When my relatives visited last month, the kids were doing arts and crafts one afternoon while the adults chatted. Little Man colored a picture of a spider, cut it out, and bent each segment of the spider's legs so it would stand up by itself.
"That's really neat," said my Auntie Arline. "Does he do things like that a lot?"
"He's never done that before," I said. It was pretty cool, but I didn't think much of it at the time.
But ever since then, he's been creating more and more elaborate things out of paper. And last week, he blew me away.
Here's what he drew:
"What's that?" I asked him.
"A pirate ship!" he said.
Huh. I shrugged. I could recognize the skulls and crossbones, and the ship's wheel, but other than that, I couldn't see how it was a pirate ship.
Then he cut it all out -- one single piece - and started folding it. Before I knew it, he had a perfect 3D paper pirate ship. I was floored. The ship's wheel is centered in the front. The front of the ship is angled forward, like a real ship. There's a bottom panel folded over to make the floor, with a perfect skull and crossbones centered and oriented forward. The two masts are the same size and angle, stay parallel, and meet perfectly at the top. All the angles match so the entire ship is plumb and stands up by itself.
I mean ... there's no way I could freehand something like that. I am just marveling at how he could so easily envision the angles, the folds, the three dimensions.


§ **EXERCISE**:
Retyping should cover only the lines from the one containing "Identify the location" through the final line of the records, with pictures omitted.

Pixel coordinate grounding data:
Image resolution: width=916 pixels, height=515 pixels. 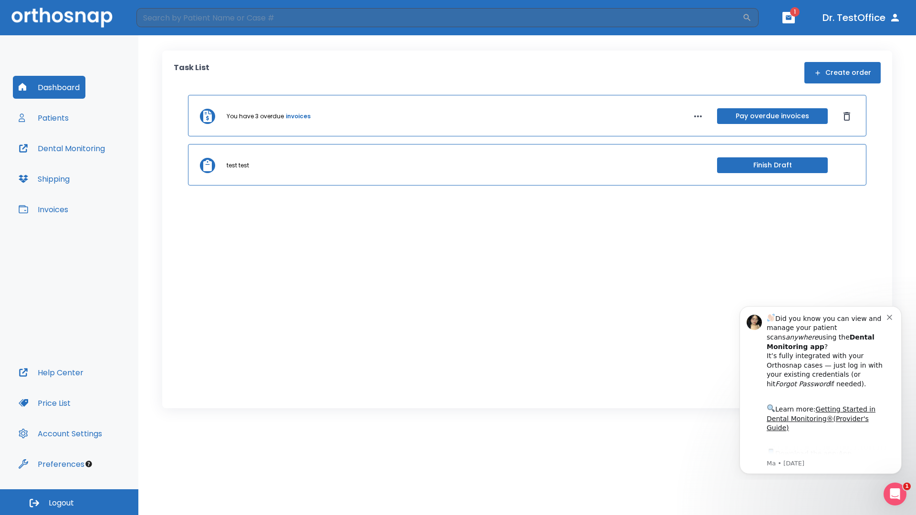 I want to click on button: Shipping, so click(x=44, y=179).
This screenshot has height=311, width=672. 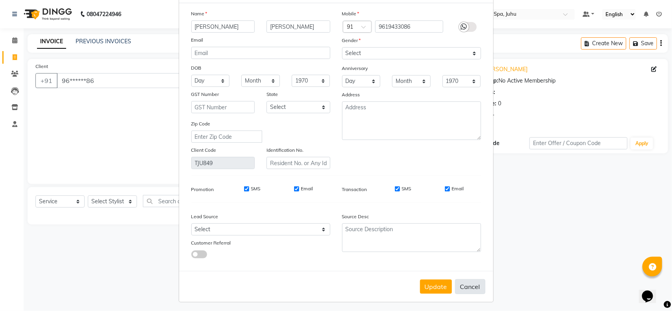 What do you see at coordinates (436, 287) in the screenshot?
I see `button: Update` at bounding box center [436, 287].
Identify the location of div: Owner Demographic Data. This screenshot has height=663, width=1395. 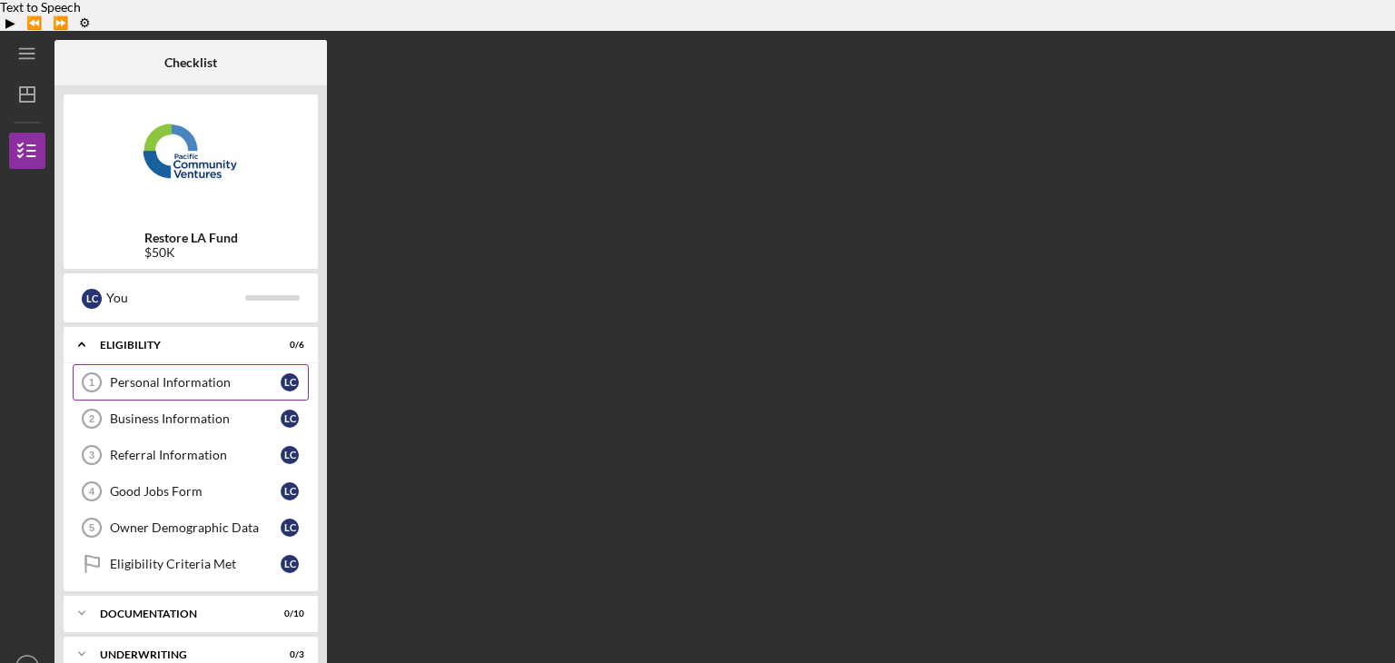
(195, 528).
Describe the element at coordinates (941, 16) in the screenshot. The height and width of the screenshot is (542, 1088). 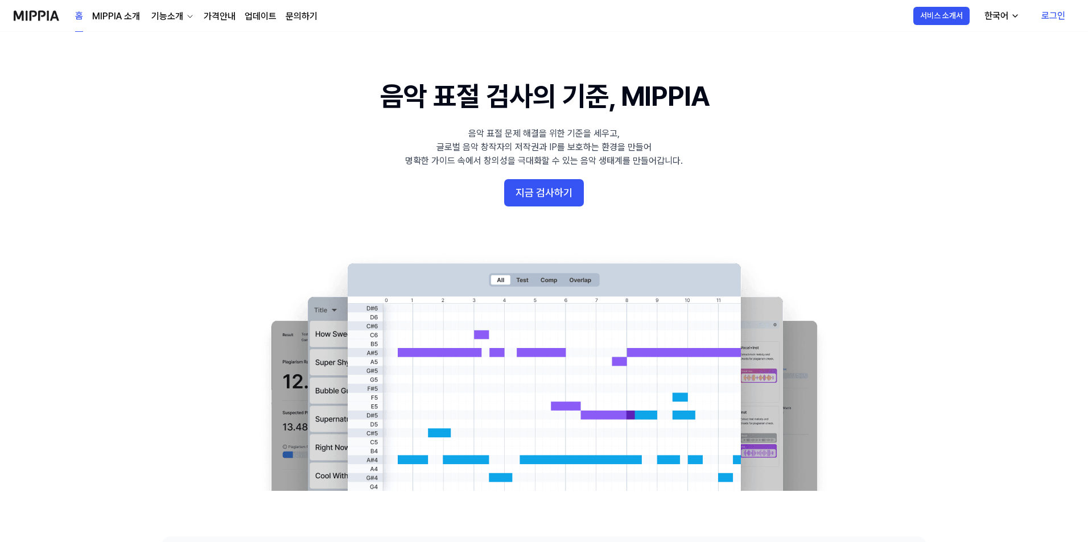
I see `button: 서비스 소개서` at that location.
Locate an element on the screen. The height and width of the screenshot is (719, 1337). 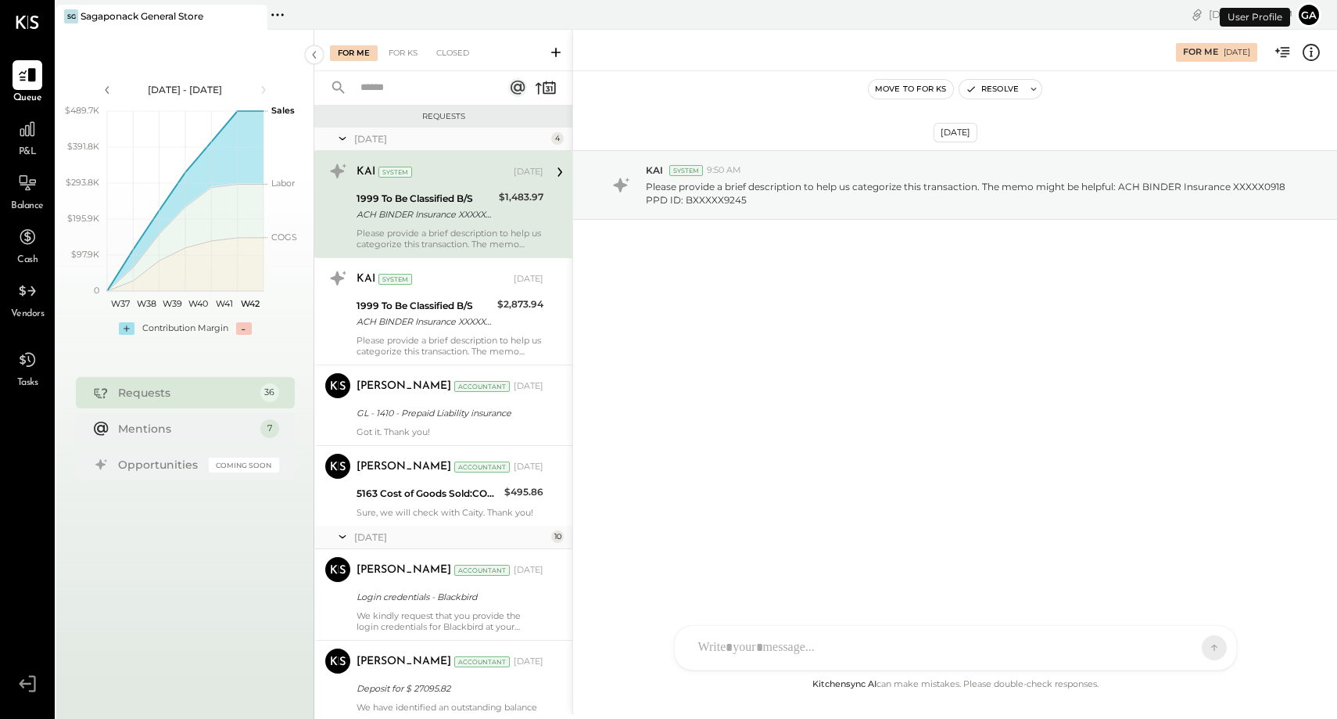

§ **ANSWER SECTION**:
Identify the location of div: Owner Demographic Data. This screenshot has height=663, width=1395. 
(195, 528).
Describe the element at coordinates (941, 16) in the screenshot. The height and width of the screenshot is (542, 1088). 
I see `button: 서비스 소개서` at that location.
Locate an element on the screen. The height and width of the screenshot is (719, 1337). 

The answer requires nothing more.